Sometimes opera is just for fun.
In contrast to the solemn recitals presented by Jonas Kaufmann and Renée Fleming, the latest installment in the Met Stars Live in Concert streaming series positions opera as light summer entertainment. The stars, tenor Roberto Alagna and soprano Aleksandra Kurzak, frolic on an improvised stage on a terrace overlooking the French Riviera, singing standards such as duets from Madama Butterfly, Otello and L’elisir d’amore along with familiar arias from Il Barbiere di Siviglia and Roméo et Juliette.
Both singers are, at least on this occasion, vaudevillians at heart, playing broadly to the camera and whipping up an antic energy despite the lack of a physical audience. And the optics of the occasion are just right: the sweeping vista of sky and sea reminds us of the beautiful world out there waiting to be reclaimed at the end of the pandemic.
In the meantime, the Met provides particularly excellent reasons for staying home this week with free streams of classic performances of decades past. Of this trove perhaps the brightest jewel is Verdi’s Un Ballo in Maschera on Thursday night, an opportunity to revel in the old-school vocal and histrionic stylings of soprano Aprile Millo as the tormented heroine Amelia. She more than holds her own opposite the legendary luciano pavarotti.
Another celebrated operatic couple is featured in a rare revival of Zandonai’s Francesca da Rimini tonight (Tuesday.) A 1984 video stars Renata Scotto Plácido Domingo as a star-crossed couple whose romantic travails make Romeo and Juliet look like a high school musical.
Also from the solid-gold 1980s: controversial soprano Kathleen Battle at her peak as Rosina in Il Barbiere di Siviglia, to be seen on Saturday evening at 7:30 PM. And for a similarly glamorous experience from a more recent era, try Wednesday night’s Eugene Onegin, a 2017 performance capturing Anna Netrebko and Peter Mattei at their most intense in Tchaikovsky’s tale of thwarted love.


- **Problem description**
Which lines in the records below contain the word "diagram"? Report each of them.

- **Task inputs**
■ ■ ■ ■

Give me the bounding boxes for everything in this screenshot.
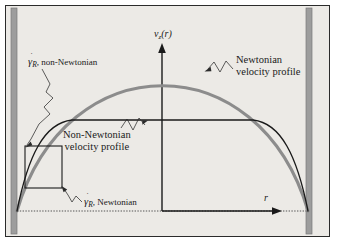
newtonian-annotation: Newtonian velocity profile [236, 54, 300, 78]
y-axis-label-arg: (r) [161, 28, 172, 39]
leader-non-newtonian-arrowhead [142, 120, 148, 125]
gamma-suffix: , non-Newtonian [37, 57, 98, 67]
y-axis-arrowhead [158, 43, 166, 53]
shear-rate-newtonian-label: ˙γR, Newtonian [84, 196, 137, 209]
x-axis-arrowhead [272, 207, 282, 215]
velocity-profile-figure: vz(r) r Newtonian velocity profile Non-N… [0, 0, 337, 250]
gamma-dot-accent: ˙ [30, 53, 33, 62]
x-axis-label: r [264, 192, 268, 203]
gamma-suffix: , Newtonian [93, 197, 137, 207]
right-wall [306, 8, 312, 234]
leader-newtonian-arrowhead [205, 67, 212, 72]
gamma-symbol: ˙γ [28, 56, 32, 67]
non-newtonian-annotation: Non-Newtonian velocity profile [63, 129, 131, 153]
leader-newtonian-label [208, 61, 233, 72]
left-wall [11, 8, 17, 234]
shear-rate-non-newtonian-label: ˙γR, non-Newtonian [28, 56, 97, 69]
gamma-dot-accent: ˙ [86, 193, 89, 202]
leader-gamma-newtonian [64, 189, 82, 202]
non-newtonian-annotation-line2: velocity profile [63, 141, 131, 153]
gamma-symbol: ˙γ [84, 196, 88, 207]
y-axis-label: vz(r) [154, 28, 172, 41]
leader-gamma-non-newtonian [27, 69, 53, 145]
leader-gamma-newtonian-arrowhead [62, 186, 68, 192]
newtonian-annotation-line2: velocity profile [236, 66, 300, 78]
non-newtonian-annotation-line1: Non-Newtonian [63, 129, 131, 141]
newtonian-annotation-line1: Newtonian [236, 54, 300, 66]
figure-plate: vz(r) r Newtonian velocity profile Non-N… [5, 5, 330, 237]
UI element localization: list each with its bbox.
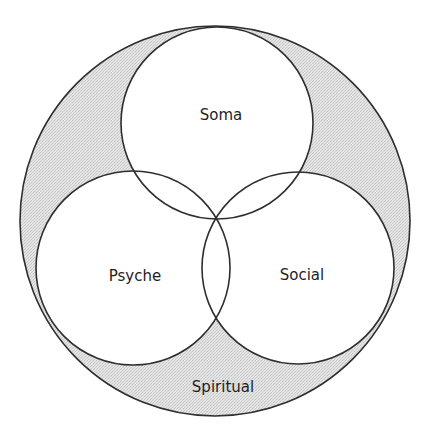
soma-label: Soma [200,106,243,124]
psyche-label: Psyche [109,267,161,285]
spiritual-label: Spiritual [192,378,254,396]
venn-svg: Soma Psyche Social Spiritual [0,0,428,437]
venn-diagram: Soma Psyche Social Spiritual [0,0,428,437]
social-label: Social [280,266,324,284]
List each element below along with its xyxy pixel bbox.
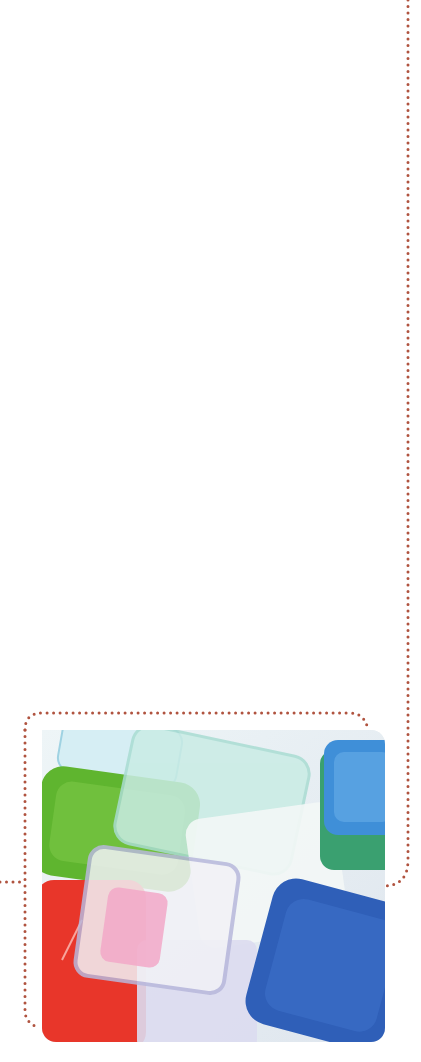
- containers-photo: [42, 730, 385, 1042]
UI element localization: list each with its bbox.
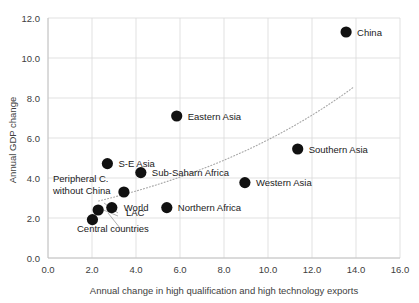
x-tick-label: 8.0 bbox=[217, 264, 230, 275]
x-axis-title: Annual change in high qualification and … bbox=[90, 285, 359, 296]
data-point bbox=[102, 158, 113, 169]
data-point bbox=[341, 26, 352, 37]
data-point bbox=[171, 110, 182, 121]
y-axis-title: Annual GDP change bbox=[7, 97, 18, 183]
peripheral-line1: Peripheral C. bbox=[53, 173, 108, 184]
data-point-label: Eastern Asia bbox=[188, 111, 242, 122]
lac-label: LAC bbox=[126, 207, 145, 218]
y-tick-label: 10.0 bbox=[22, 53, 41, 64]
data-point bbox=[161, 202, 172, 213]
peripheral-line2: without China bbox=[52, 185, 111, 196]
x-tick-label: 12.0 bbox=[303, 264, 322, 275]
y-tick-label: 8.0 bbox=[27, 93, 40, 104]
x-tick-label: 10.0 bbox=[259, 264, 278, 275]
data-point bbox=[292, 143, 303, 154]
y-tick-label: 12.0 bbox=[22, 13, 41, 24]
x-tick-label: 2.0 bbox=[85, 264, 98, 275]
data-point-label: S-E Asia bbox=[118, 158, 155, 169]
x-tick-label: 4.0 bbox=[129, 264, 142, 275]
x-tick-label: 6.0 bbox=[173, 264, 186, 275]
central-label: Central countries bbox=[77, 223, 149, 234]
data-point-label: Sub-Saharn Africa bbox=[152, 167, 230, 178]
scatter-chart: ChinaEastern AsiaSouthern AsiaS-E AsiaSu… bbox=[0, 0, 419, 303]
data-point bbox=[239, 177, 250, 188]
y-tick-label: 2.0 bbox=[27, 213, 40, 224]
y-tick-label: 6.0 bbox=[27, 133, 40, 144]
data-point-label: China bbox=[357, 27, 383, 38]
y-tick-label: 4.0 bbox=[27, 173, 40, 184]
data-point bbox=[93, 204, 104, 215]
data-point bbox=[118, 186, 129, 197]
data-point bbox=[106, 202, 117, 213]
x-tick-label: 16.0 bbox=[391, 264, 410, 275]
x-tick-label: 14.0 bbox=[347, 264, 366, 275]
data-point-label: Western Asia bbox=[256, 177, 313, 188]
data-point-label: Southern Asia bbox=[309, 144, 369, 155]
x-tick-label: 0.0 bbox=[41, 264, 54, 275]
data-point-label: Northern Africa bbox=[178, 202, 242, 213]
x-axis-ticks: 0.02.04.06.08.010.012.014.016.0 bbox=[41, 264, 409, 275]
chart-canvas: ChinaEastern AsiaSouthern AsiaS-E AsiaSu… bbox=[0, 0, 419, 303]
y-tick-label: 0.0 bbox=[27, 253, 40, 264]
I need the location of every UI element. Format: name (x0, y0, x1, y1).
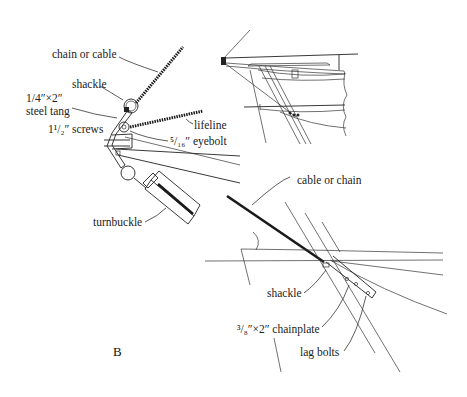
chain-cable-line (136, 47, 183, 103)
label-eyebolt: ⁵/₁₆″ eyebolt (170, 135, 228, 148)
leader-chain (119, 57, 158, 72)
turnbuckle-body (145, 180, 194, 224)
chainplate-line-b (265, 66, 306, 144)
panel-label: B (113, 344, 122, 359)
leader-shackle (304, 270, 326, 293)
angle-arc (253, 232, 258, 250)
sheer-strake (244, 105, 345, 107)
label-cable-or-chain: cable or chain (297, 174, 362, 186)
label-tang-size: 1/4″×2″ (26, 92, 63, 104)
break-line (343, 73, 347, 136)
leader-cable (252, 177, 290, 205)
leader-lifeline (186, 119, 193, 124)
turnbuckle-rod (158, 184, 193, 214)
rail-cap (226, 63, 345, 74)
leader-lag-bolts (344, 296, 366, 351)
label-shackle-right: shackle (267, 287, 301, 299)
steel-tang (107, 110, 132, 168)
lower-shackle (121, 166, 135, 180)
label-chain-or-cable: chain or cable (52, 48, 117, 60)
label-steel-tang: steel tang (26, 105, 70, 118)
label-lifeline: lifeline (194, 119, 227, 131)
label-chainplate: ³/₈″×2″ chainplate (237, 323, 320, 336)
label-turnbuckle: turnbuckle (93, 216, 142, 228)
masthead-fitting (221, 57, 226, 65)
shackle-pin (124, 107, 129, 112)
top-right-detail (221, 30, 358, 144)
sheer-line (258, 70, 345, 75)
label-screws: 1¹/₂″ screws (48, 123, 104, 135)
toerail (262, 78, 345, 80)
label-shackle: shackle (72, 78, 106, 90)
planking (260, 109, 345, 112)
chainplate-edge-3 (322, 222, 340, 252)
leader-chainplate (322, 285, 349, 327)
rail-strip (248, 63, 330, 66)
rail-bottom (118, 155, 240, 183)
rigging-diagram: chain or cable shackle 1/4″×2″ steel tan… (0, 0, 467, 397)
bolt-1 (289, 112, 292, 115)
bottom-right-detail: cable or chain shackle ³/₈″×2″ chainplat… (205, 174, 447, 372)
sheer-line (241, 249, 443, 253)
bolt-3 (297, 114, 300, 117)
rail-line (332, 261, 443, 275)
hull-lower-line (274, 338, 281, 372)
chainplate-line-c (270, 66, 311, 144)
left-detail: chain or cable shackle 1/4″×2″ steel tan… (26, 47, 240, 228)
turnbuckle-stud (134, 178, 146, 188)
lag-bolt-3 (366, 291, 369, 294)
leader-tang (72, 108, 117, 118)
deck-top-line (226, 54, 358, 58)
bolt-2 (293, 114, 296, 117)
lifeline-line (130, 111, 203, 127)
label-lag-bolts: lag bolts (300, 346, 340, 359)
stay-line (224, 30, 250, 58)
deck-line (205, 260, 443, 261)
leader-turnbuckle (145, 208, 166, 222)
hull-side (241, 249, 250, 285)
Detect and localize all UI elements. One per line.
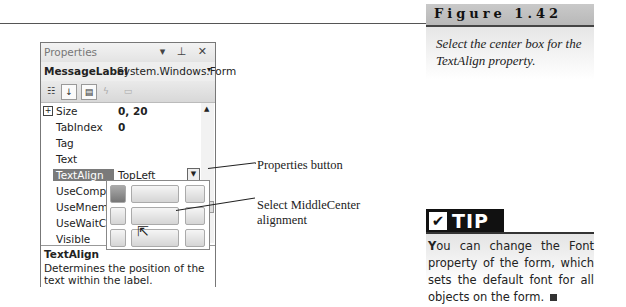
check-icon: ✔ xyxy=(429,212,447,230)
chevron-down-icon[interactable]: ▾ xyxy=(207,65,211,74)
property-name: Size xyxy=(56,105,78,117)
scroll-up-icon[interactable]: ▲ xyxy=(204,105,209,113)
property-row-text[interactable]: Text xyxy=(41,151,201,167)
align-bottom-left[interactable] xyxy=(110,229,126,247)
alignment-picker xyxy=(106,180,210,250)
align-top-right[interactable] xyxy=(185,185,205,203)
description-title: TextAlign xyxy=(44,248,99,260)
end-mark-icon xyxy=(550,294,557,301)
property-pages-icon[interactable]: ▭ xyxy=(121,84,135,98)
description-body: Determines the position of the text with… xyxy=(44,262,209,286)
mouse-cursor-icon: ⇱ xyxy=(137,223,149,239)
property-name: TextAlign xyxy=(53,169,114,181)
top-rule xyxy=(0,23,428,24)
callout-middle-center: Select MiddleCenter alignment xyxy=(257,198,377,228)
tip-text: You can change the Font property of the … xyxy=(428,238,594,306)
figure-caption: Select the center box for the TextAlign … xyxy=(436,35,596,69)
figure-caption-box: Select the center box for the TextAlign … xyxy=(426,27,594,79)
align-middle-left[interactable] xyxy=(110,207,126,225)
alphabetical-icon[interactable]: ↓ xyxy=(61,84,77,100)
property-value[interactable]: 0, 20 xyxy=(118,105,148,117)
figure-title: Figure 1.42 xyxy=(434,6,562,21)
tip-label: TIP xyxy=(452,210,489,232)
properties-icon[interactable]: ▤ xyxy=(81,84,97,100)
events-icon[interactable]: ϟ xyxy=(99,84,113,98)
figure-header: Figure 1.42 xyxy=(426,4,594,27)
properties-title: Properties xyxy=(44,46,97,58)
property-name: Tag xyxy=(56,137,74,149)
property-row-tag[interactable]: Tag xyxy=(41,135,201,151)
object-type: System.Windows.Form xyxy=(117,65,236,77)
properties-window: Properties ▾ ⊥ ✕ MessageLabel System.Win… xyxy=(40,42,216,287)
align-middle-right[interactable] xyxy=(185,207,205,225)
property-name: Visible xyxy=(56,233,90,245)
align-bottom-right[interactable] xyxy=(185,229,205,247)
property-row-size[interactable]: + Size 0, 20 xyxy=(41,103,201,119)
align-top-left[interactable] xyxy=(110,185,126,203)
expand-icon[interactable]: + xyxy=(43,106,53,116)
property-row-tabindex[interactable]: TabIndex 0 xyxy=(41,119,201,135)
property-value[interactable]: 0 xyxy=(118,121,125,133)
property-name: TabIndex xyxy=(56,121,103,133)
object-name: MessageLabel xyxy=(44,65,128,77)
property-name: Text xyxy=(56,153,77,165)
description-pane: TextAlign Determines the position of the… xyxy=(41,245,215,287)
properties-title-bar: Properties ▾ ⊥ ✕ xyxy=(41,43,215,62)
align-top-center[interactable] xyxy=(131,185,179,203)
tip-badge: ✔ TIP xyxy=(426,209,504,233)
categorized-icon[interactable]: ☷ xyxy=(44,84,58,98)
window-controls[interactable]: ▾ ⊥ ✕ xyxy=(160,45,211,58)
object-selector[interactable]: MessageLabel System.Windows.Form ▾ xyxy=(41,62,215,81)
tip-body: ou can change the Font property of the f… xyxy=(428,239,594,304)
properties-toolbar: ☷ ↓ ▤ ϟ ▭ xyxy=(41,81,215,103)
callout-properties-button: Properties button xyxy=(257,158,343,173)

■ ■ ■ ■

- **Task output**
venn-diagram: Soma Psyche Social Spiritual [0,0,428,437]
rigging-diagram: chain or cable shackle 1/4″×2″ steel tan… (0, 0, 467, 397)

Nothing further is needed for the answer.